Anonymous wrote:Anonymous wrote:Maybe talk to him about intermittent fasting. It's a great way to get blood work in check and it's a lot easier for people than conventional dieting. One reason why so many people have high cholesterol is because they don't give their bodies a break from food. Our bodies are meant to fast and use up what is stored. My mom has been doing intermittent fasting for the past 2 years and no longer needs to take cholesterol medication.
terrible for a diabetic.
Anonymous wrote:Maybe talk to him about intermittent fasting. It's a great way to get blood work in check and it's a lot easier for people than conventional dieting. One reason why so many people have high cholesterol is because they don't give their bodies a break from food. Our bodies are meant to fast and use up what is stored. My mom has been doing intermittent fasting for the past 2 years and no longer needs to take cholesterol medication.

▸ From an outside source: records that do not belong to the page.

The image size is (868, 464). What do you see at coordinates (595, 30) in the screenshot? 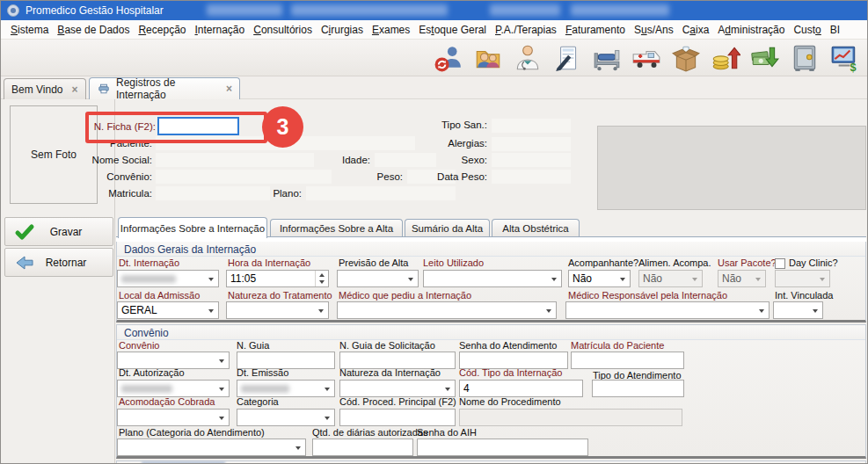
I see `menu-item-faturamento: Faturamento` at bounding box center [595, 30]. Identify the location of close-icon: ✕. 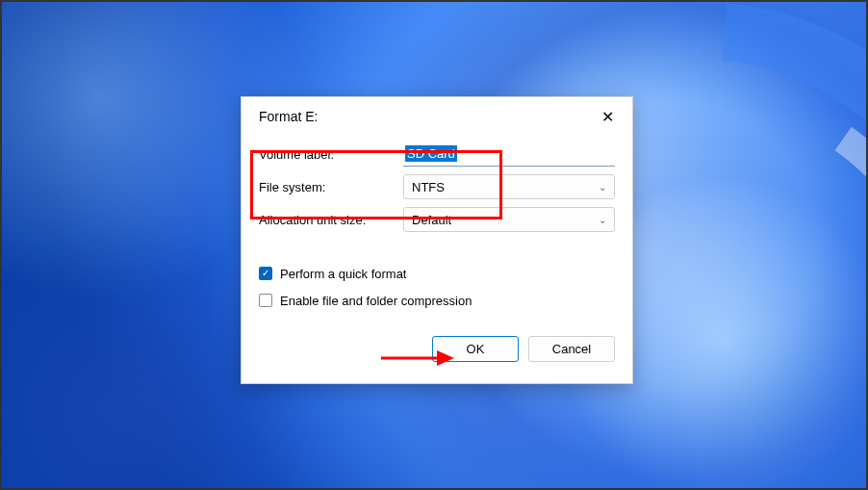
(608, 117).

Anonymous wrote:Maybe talk to him about intermittent fasting. It's a great way to get blood work in check and it's a lot easier for people than conventional dieting. One reason why so many people have high cholesterol is because they don't give their bodies a break from food. Our bodies are meant to fast and use up what is stored. My mom has been doing intermittent fasting for the past 2 years and no longer needs to take cholesterol medication.
Anonymous wrote:I'm so sorry. That's extremely frustrating and scary.
The thing about fast foods, and especially carbohydrate-based fast foods like doughnuts and Chinese take-out, are that they are truly addicting. I don't know if it makes it any easier to think about your husband as struggling with an addiction or not, but there is a biochemical component that makes it very difficult to eat carbs/sugars "in moderation" because they light up those reward centers in the brain just like cocaine does.
It's also very likely that he has a deranged metabolism and simply can't eat a "normal, healthy, balanced diet with healthy whole grains," let alone the carby/sugary junk foods he craves, and not have blood sugar spikes leading to insulin releases leading to a blood sugar crash and feelings of hunger later on. It's a vicious cycle.
He'd have to be willing to commit to it, but a low carb/high fat/moderate protein diet (way of eating/permanent lifestyle change) might help him break the carb/insulin release/blood sugar drop/hunger cycle.